For this exercise, retype every record below exactly and keep the pictures out.

(Saved entries)
-- Opening Marker --

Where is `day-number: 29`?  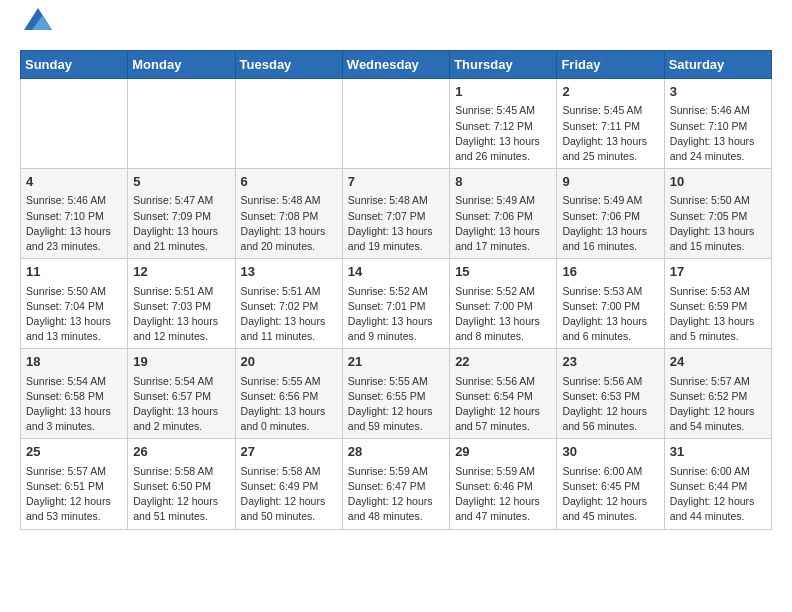
day-number: 29 is located at coordinates (503, 452).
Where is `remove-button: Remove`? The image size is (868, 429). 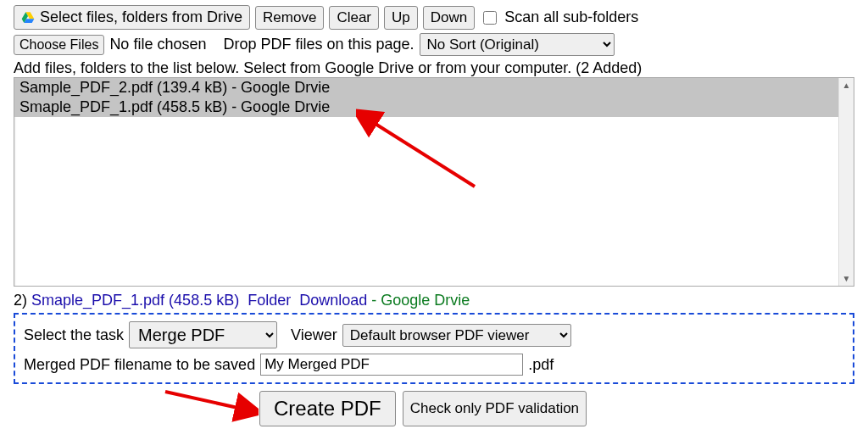
remove-button: Remove is located at coordinates (290, 18).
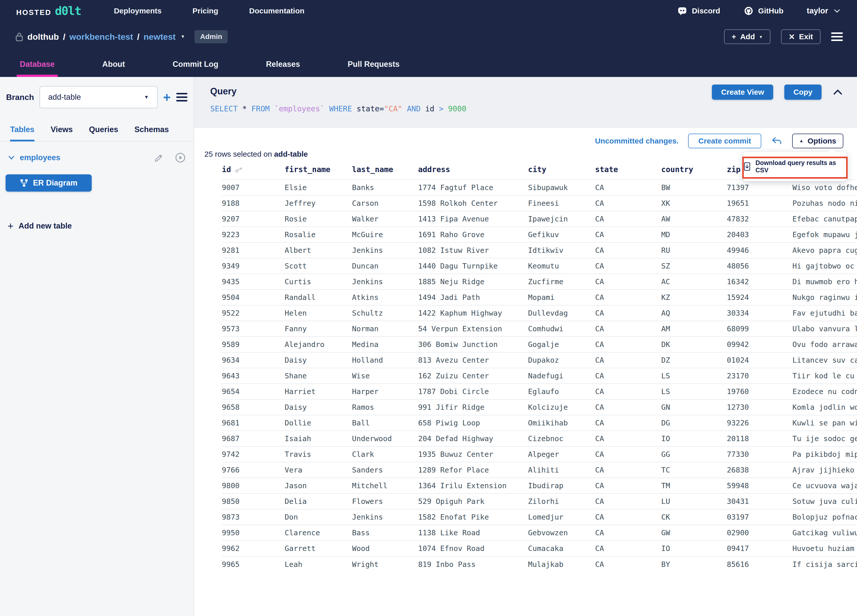  What do you see at coordinates (747, 37) in the screenshot?
I see `add-button: + Add ▼` at bounding box center [747, 37].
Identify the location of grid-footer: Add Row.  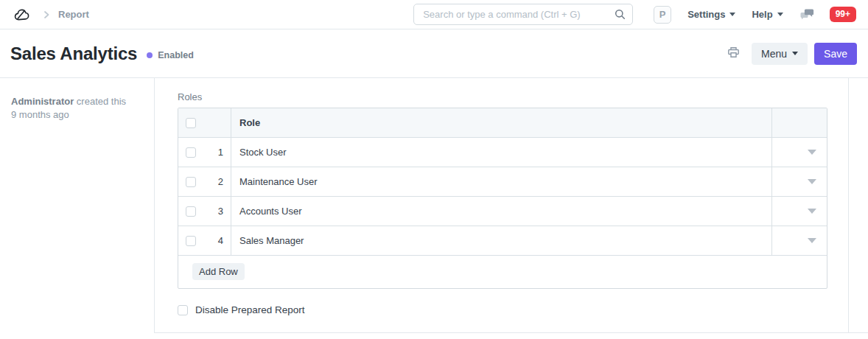
(503, 272).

-- Closing Marker --

■ Solved exercise
Where is `day-number: 29`?  
day-number: 29 is located at coordinates (503, 452).
Where is `remove-button: Remove`? The image size is (868, 429). 
remove-button: Remove is located at coordinates (290, 18).
  What do you see at coordinates (747, 37) in the screenshot?
I see `add-button: + Add ▼` at bounding box center [747, 37].
Identify the location of grid-footer: Add Row.  
(503, 272).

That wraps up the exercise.